Formal and personal – hard copy letter.  Shows the sender put in some thought and invested some resources (print, paper, envelope, postage and time costs) before sending and serves as hardcore historical evidence.

Formal and less personal

email unsigned from a personal mobile device

email unsigned from work or business device

Email digitally signed on mobile device

Email from workstation

Email from laptop

Email from browsers

Many end-users actually see this as cold and heartless as “no one” emails about personal stuff anymore.

Informal and very personal

Instant messaging

WhatsApp

iMessage

VOIP phone calls

The method of choice for a vast amount of people. The user tends to speak from the heart whether angry, sad or happy.  Data is sent with no regard of security levels and assumptive privacy.

Consequences can be catastrophic or a euphoric high.

  • I Love you by email = Low euphoria
  • I Love you by Instant messaging = High euphoria
  • I Love you by letter = High euphoria

Choose your method wisely

 

Trophy grinding

My first gym session of the year felt great last night and is the perfect antidote to my PS4 Withdrawal. Grinding my way every night through FallOut4 will have to wait for now.

One pretty bad side effect is my tendency to trigger real-world arguments to feed my Amygdala.  There is nothing better than a “good” argument to say the things you normally keep to yourself.  Of course, for me, arguments have an even worst side effect of sparking MG symptoms of sleepiness and chronic fatigue.

Leaving my PS4 in another country is pretty much the only way I could whine myself off my trophy hunting addiction.

So, the extra 20+ hours I week I’ll gain from no gameplay will be spent on watching Twitch, research study, Movies and exercise.  Most of all I need to work on my Cryptocurrency portfolio.  After the last quarters rise in Coin values, the average business person is acutely aware of the potential and looking for stables ways to make a big buck.
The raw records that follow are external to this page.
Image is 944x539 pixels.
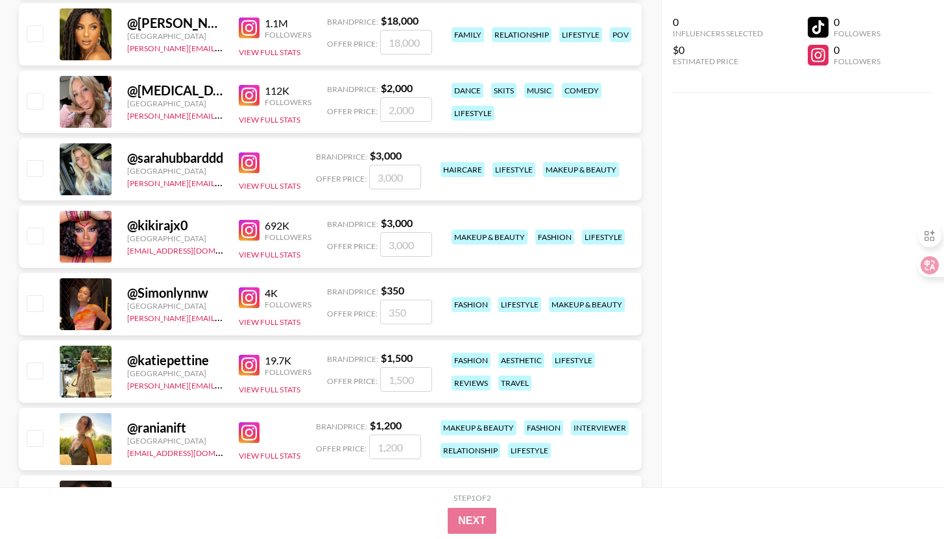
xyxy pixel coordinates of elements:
span: Offer Price: [316,444,367,454]
div: fashion [535,230,574,245]
a: [PERSON_NAME][EMAIL_ADDRESS][PERSON_NAME][DOMAIN_NAME] [127,311,381,323]
div: @ Simonlynnw [127,285,223,301]
div: lifestyle [452,106,495,121]
div: 0 [834,43,881,56]
div: relationship [492,27,552,42]
div: comedy [562,83,602,98]
div: makeup & beauty [543,162,619,177]
div: 19.7K [265,354,312,367]
button: View Full Stats [239,317,300,327]
span: Offer Price: [327,39,378,49]
input: 350 [380,300,432,325]
div: haircare [441,162,485,177]
button: View Full Stats [239,115,300,125]
div: Followers [265,300,312,310]
div: 4K [265,287,312,300]
div: fashion [452,297,491,312]
span: Offer Price: [327,309,378,319]
img: Instagram [239,288,260,308]
a: [PERSON_NAME][EMAIL_ADDRESS][DOMAIN_NAME] [127,378,319,391]
div: Followers [265,367,312,377]
button: View Full Stats [239,250,300,260]
input: 3,000 [380,232,432,257]
img: Instagram [239,220,260,241]
span: Offer Price: [327,376,378,386]
a: [PERSON_NAME][EMAIL_ADDRESS][DOMAIN_NAME] [127,108,319,121]
div: lifestyle [552,353,595,368]
span: Brand Price: [327,17,378,27]
div: reviews [452,376,491,391]
div: Estimated Price [673,56,763,66]
div: lifestyle [508,443,551,458]
strong: $ 2,000 [381,82,413,94]
button: View Full Stats [239,451,300,461]
strong: $ 2,000 [381,487,413,499]
img: Instagram [239,153,260,173]
div: Step 1 of 2 [454,493,491,503]
a: [EMAIL_ADDRESS][DOMAIN_NAME] [127,243,258,256]
a: [PERSON_NAME][EMAIL_ADDRESS][DOMAIN_NAME] [127,41,319,53]
div: lifestyle [498,297,541,312]
div: lifestyle [559,27,602,42]
div: lifestyle [493,162,535,177]
input: 1,200 [369,435,421,460]
button: View Full Stats [239,47,300,57]
div: @ sarahubbarddd [127,150,223,166]
div: fashion [452,353,491,368]
strong: $ 1,500 [381,352,413,364]
span: Brand Price: [327,219,378,229]
strong: $ 3,000 [381,217,413,229]
div: Followers [265,97,312,107]
a: [PERSON_NAME][EMAIL_ADDRESS][PERSON_NAME][DOMAIN_NAME] [127,176,381,188]
span: Brand Price: [327,84,378,94]
div: 0 [673,16,763,29]
div: [GEOGRAPHIC_DATA] [127,31,223,41]
div: Followers [834,56,881,66]
div: @ ranianift [127,420,223,436]
button: View Full Stats [239,385,300,395]
div: makeup & beauty [452,230,528,245]
div: @ katiepettine [127,352,223,369]
strong: $ 3,000 [370,149,402,162]
button: View Full Stats [239,181,300,191]
strong: $ 1,200 [370,419,402,432]
span: Offer Price: [316,174,367,184]
div: 1.1M [265,17,312,30]
div: 0 [834,16,881,29]
img: Instagram [239,18,260,38]
span: Brand Price: [316,152,367,162]
span: Offer Price: [327,106,378,116]
div: skits [491,83,517,98]
span: Brand Price: [327,354,378,364]
div: makeup & beauty [549,297,625,312]
div: $0 [673,43,763,56]
img: Instagram [239,423,260,443]
div: relationship [441,443,500,458]
button: Next [448,508,497,534]
input: 3,000 [369,165,421,190]
input: 2,000 [380,97,432,122]
div: 692K [265,219,312,232]
div: @ [PERSON_NAME] [127,15,223,31]
div: lifestyle [582,230,625,245]
div: dance [452,83,484,98]
div: Followers [834,29,881,38]
iframe: Drift Widget Chat Controller [879,474,929,524]
div: Influencers Selected [673,29,763,38]
div: fashion [524,421,563,435]
div: makeup & beauty [441,421,517,435]
div: [GEOGRAPHIC_DATA] [127,234,223,243]
input: 1,500 [380,367,432,392]
div: @ [MEDICAL_DATA].[PERSON_NAME] [127,82,223,99]
div: aesthetic [498,353,545,368]
div: Followers [265,30,312,40]
div: music [524,83,554,98]
div: @ kikirajx0 [127,217,223,234]
div: pov [610,27,632,42]
div: [GEOGRAPHIC_DATA] [127,99,223,108]
span: Brand Price: [327,287,378,297]
strong: $ 350 [381,284,404,297]
div: travel [498,376,532,391]
div: [GEOGRAPHIC_DATA] [127,301,223,311]
strong: $ 18,000 [381,14,419,27]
I came across a new breed of company a few weeks ago.  Hash Power Service provider meets Network marketing is an interesting blend that makes it easy for anyone to buy-in but it seems these hybrid business models for Cryptocurrency try to paint too much of a pretty picture for the consumer.  In the meantime,  the Meltdown vulnerability makes it clear that hardware Wallets are probably the way to go in the long-term.

30 mins cardio yesterday…no meds

How to play Mind games

Working or gaming. What difference does it make? Well, in most people’s heads, work is honourable and Gaming is not. This attitude maintains the digital divide between gaming professionals and everybody else.

Hellblade: Senua’s Sacrifice is a beautiful mind game. The screen warning only appears for 2 seconds and it’s clear from the outset that this game could mess with your mind.

Hellblade: Senua’s Sacrifice – A serious Psychosis warning

The game’s opening credits feature a mental health advisor and it’s interesting that not many people are streaming it right now.  Anyhow, this looks like a tasty treat for me to tackle this month.

Trust me I’m a Mind Doctor – Fallout 4

10mg Lecithin yesterday

Upgrade it, Patch it, Break it

The classic dilemma for patch management is when to do it and what will it break.  Especially, when dealing with Operating systems you run the risk of the application you’ve been using for decades suddenly not working (not supported).

This issue is bad enough when doing the upgrade for yourself but when you do it on behalf of a client you run the risk of being the root cause of the problem.

The latest MacOs upgrade is not compatible the Outlook for Mac 2013 (version 15.3), which was released October 2014….WTF.  So now you have to spend time and money on an upgrade.

Always plan your Technical upgrades

The best practice is to run a compatibility test on all applications especially business-critical ones. But why haven’t two of the biggest software vendors in the world built that into the OS upgrade process to at least notify the user?

Money talks louder, so shut up and buy the Office365 upgrade


Meanwhile, I try to keep my head straight and get totally distracted by just looking out the window.  Austria is a great place to avoid mass marketing but dammit this has just pushed me back into my one-track mind.

Everywhere I look….

What was the approval process for a company to register and pay for this domain and then actively market it?